Ideas are like rabbits. You get a couple and learn how to handle them, and pretty soon you have a dozen.
John SteinbeckRead
I nearly always write — just as I nearly always breathe.
Interpretation
Writing is as essential to the author as breathing is to life.
John Steinbeck emphasizes the fundamental importance of writing in his life, suggesting that it is as natural and necessary as breathing. This highlights the idea that for a true writer, the act of creation is not merely a task but an intrinsic part of their existence and identity, evocative of how essential air is for living.
In practice
In a writing workshop, one could say, 'As Steinbeck noted, I nearly always write — just as I nearly always breathe,' to inspire participants.
Ideas are like rabbits. You get a couple and learn how to handle them, and pretty soon you have a dozen.
At one point, as Samuel urges Adam to raise his boys well regardless of the blood that might be in them, Adam tells him, "You can't make a race horse of a pig." Samuel replies, "No, but you can make a very fast pig.
And when that crop grew, and was harvested, no man had crumbled a hot clod in his fingers and let the earth sift past his fingertips. No man had touched the seed, or lusted for the growth. Men ate what they had not raised, had no connection with the bread. The land bore under iron, and under iron gradually died; for it was not loved or hated, it had no prayers or curses.
The comfortable people in tight houses felt pity at first, and then distaste, and finally hatred for the migrant people.
People do not want advice - they want corroboration.
It is one of the triumphs of the human that he can know a thing and still not believe it.
Good art theory must smell of the studio, although its language should differ from the household talk of painters and sculptors.
Like everything genuine, its inner life guarantees its truth. All works of art created by truthful minds without regard for the work's conventional exterior remain genuine for all times.
If everybody became a poet the world would be much better. We would all read to each other.
In documentary filmmaking, there's a tradition of telling stories about victims. We often do that from a very patronizing place, but mostly we do it from a very selfish place, to reassure ourselves that our lives are in sympathy and solidarity with the victims.
There are neither good nor bad subjects. From the point of view of pure Art, you could almost establish it as an axiom that the subject is irrelevant, style itself being an absolute manner of seeing things.
Memory exercised in a particular way is a natural gift of poetic genius. The poet above all else, is a person who never forgets certain sense impressions which he has experienced and which he can relive again as though with all their original freshness.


Exercise goal
The answer must be every entry below, word for word, with the pictures left out.

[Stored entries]

☆ ☆ ☆

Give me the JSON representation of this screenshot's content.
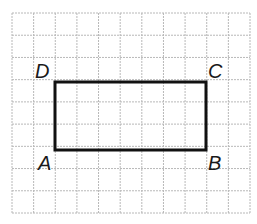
{
  "diagram": {
    "type": "grid-rectangle",
    "grid": {
      "columns": 11,
      "rows": 9,
      "color": "#b8b8b8"
    },
    "rectangle": {
      "color": "#111111",
      "from_col": 2,
      "to_col": 9,
      "from_row": 3,
      "to_row": 6,
      "width_units": 7,
      "height_units": 3
    },
    "vertices": [
      {
        "name": "A",
        "label": "A",
        "position": "bottom-left"
      },
      {
        "name": "B",
        "label": "B",
        "position": "bottom-right"
      },
      {
        "name": "C",
        "label": "C",
        "position": "top-right"
      },
      {
        "name": "D",
        "label": "D",
        "position": "top-left"
      }
    ]
  }
}
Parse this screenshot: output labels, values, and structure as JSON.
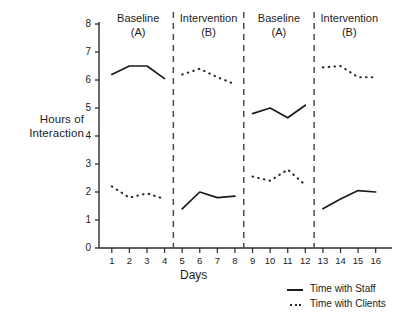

☆ ☆ ☆

Response area
Give me the JSON representation of this screenshot's content.
{
  "diagram": {
    "type": "grid-rectangle",
    "grid": {
      "columns": 11,
      "rows": 9,
      "color": "#b8b8b8"
    },
    "rectangle": {
      "color": "#111111",
      "from_col": 2,
      "to_col": 9,
      "from_row": 3,
      "to_row": 6,
      "width_units": 7,
      "height_units": 3
    },
    "vertices": [
      {
        "name": "A",
        "label": "A",
        "position": "bottom-left"
      },
      {
        "name": "B",
        "label": "B",
        "position": "bottom-right"
      },
      {
        "name": "C",
        "label": "C",
        "position": "top-right"
      },
      {
        "name": "D",
        "label": "D",
        "position": "top-left"
      }
    ]
  }
}
Parse this screenshot: output labels, values, and structure as JSON.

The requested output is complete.